No woman had yet won the four major championships in a single year, and Connolly pursued that goal with steely determination throughout 1953. She roared through the Australian Open in January without the loss of a single set. She was almost as dominant in May at the French Open on the red clay of Roland Garros Stadium, dropping only one set en route to the championship. Then, at Wimbledon, she and Doris Hart hooked up in an epic woman's final that Connolly won, 8–6, 7–5. Several months later she completed the Grand Slam by defeating Hart again in the U.S. Open finals, 6–2, 6–4.

Connolly continued her mastery of women's tennis in the first half of 1954 at the French Open and at Wimbledon. She was behind 5–2 in the second set against Louise Brough at Wimbledon when she reeled off five straight games and a 6–2, 7–5 triumph. A long and productive career seemed to lie ahead of her at age twenty. In 1989 veteran tennis reporter Bud Collins called her "possibly the greatest of all female players."

Tragedy ended her playing career on 20 July 1954. Connolly was riding her favorite horse, Colonel Merry Boy, near her home when a passing cement truck hit the animal. Connolly was thrown to the ground, her right leg seriously injured. After a four hour surgery, she embarked on an ambitious program of rehabilitation; however, Connolly realized that she could never regain her old form and retired from competitive tennis. In June 1955 she married Norman Brinker, a former member of the U.S. Equestrian team. They had two daughters, Cindy and Brenda.

In retirement, Connolly remained active in the tennis world. She reported on matches for newspapers and coached the British Wightman Cup team when it played in the United States. Promising young women tennis players often stayed at the Brinker household in Dallas to receive instruction from her. In cooperation with her husband and a friend, Nancy Jeffett, she established the Maureen Connolly Brinker Foundation to help the careers of young tennis players. The Foundation, "one of the largest private tennis foundations of its kind in the world," attests to her long-term legacy to the sport of tennis. Connolly was inducted into the Tennis Hall of Fame in 1968.

In 1966 Connolly felt the pain of the ovarian cancer that took her life. She fought the disease with her customary courage and the energy she had brought to the tennis court.
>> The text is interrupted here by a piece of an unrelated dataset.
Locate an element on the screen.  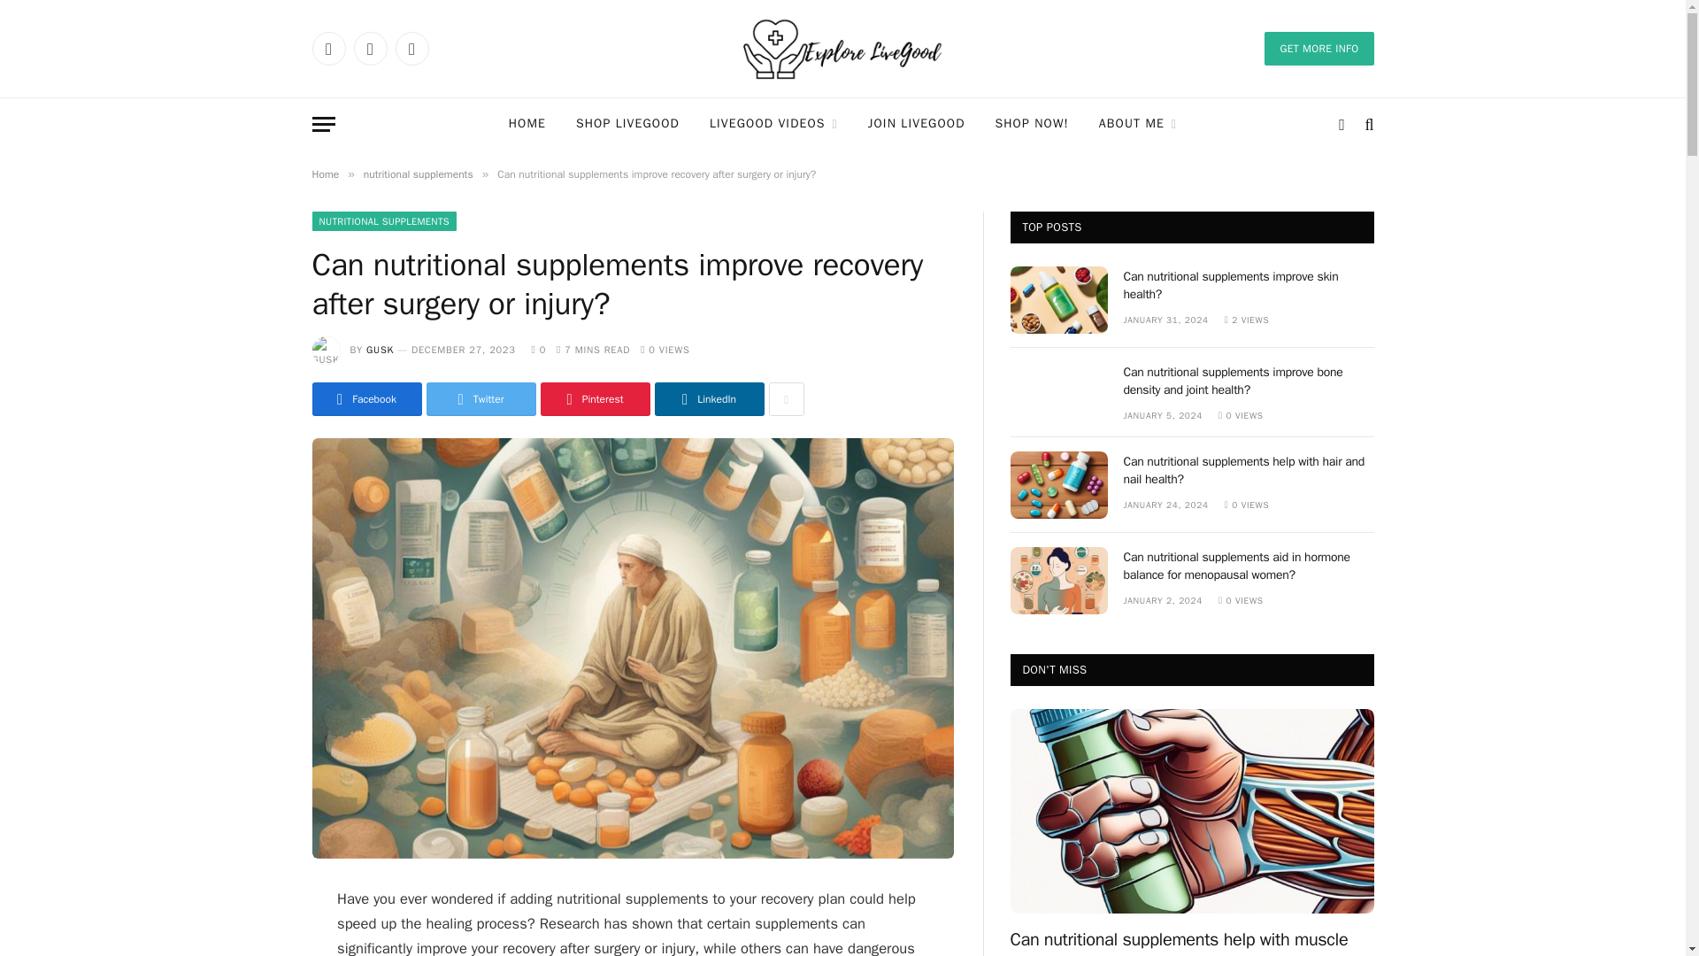
nutritional supplements is located at coordinates (418, 174).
She died in Dallas at age thirty-four and is buried there in Sparkman-Hillcrest Cemetery.

Although it is difficult to compare tennis players across eras, Connolly remains one of the top five athletes in her sport of all time. Only Steffi Graf in 1988 duplicated Connolly's Grand Slam, and Connolly's record of nine Grand Slam tournament victories in four years attests to her power and skill on the courts. For power, determination, and total commitment to her sport, Connolly had few equals in the world of twentieth-century women's tennis.
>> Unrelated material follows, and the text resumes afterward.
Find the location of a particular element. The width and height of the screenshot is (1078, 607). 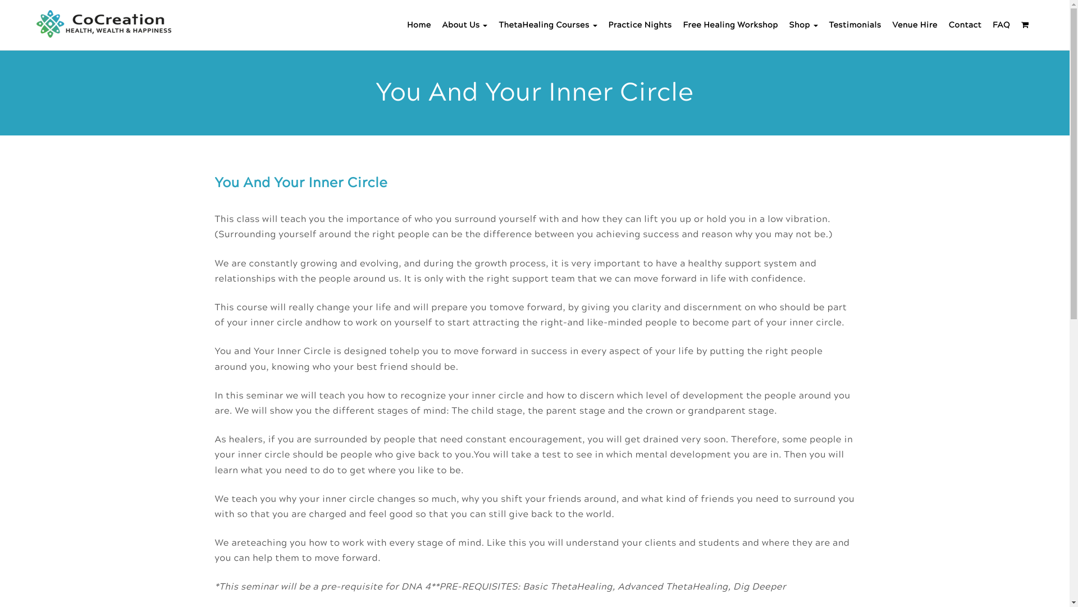

Free Healing Workshop is located at coordinates (730, 24).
Connolly's letters and scrapbooks are in the possession of her family. She wrote two books, Power Tennis (1954) and Forehand Drive (1957), the second of which is more autobiographical. Cindy Brinker Simmons, one of Connolly's daughters, wrote, with Robert Darden, Little Mo ' s Legacy: A Mother ' s Lesson ' s, A Daughter ' s Story (2001), an informative and warm memoir. Doris Hart, Tennis with Hart (1955), offers the recollections of one of Connolly's opponents. Ted Tingling, Love and Faults: Personalities Who Have Changed the History of Tennis in My Lifetime (1979), offers a useful analysis of Connolly's career. Billie Jean King, writing with Cynthia Starr in We Have Come a Long Way: The Story of Women ' s Tennis (1988), comments perceptively on where Connolly stands in the history of women's tennis. Bud Collins, My Life with the Pros (1989), provides a more recent assessment of her standing in the sport. Allison Danzig, "The Little Girl with the Big Racquet," New York Times (23 Aug. 1953), looks at Connolly at the height of her career. An obituary is in the New York Times (22 June 1969).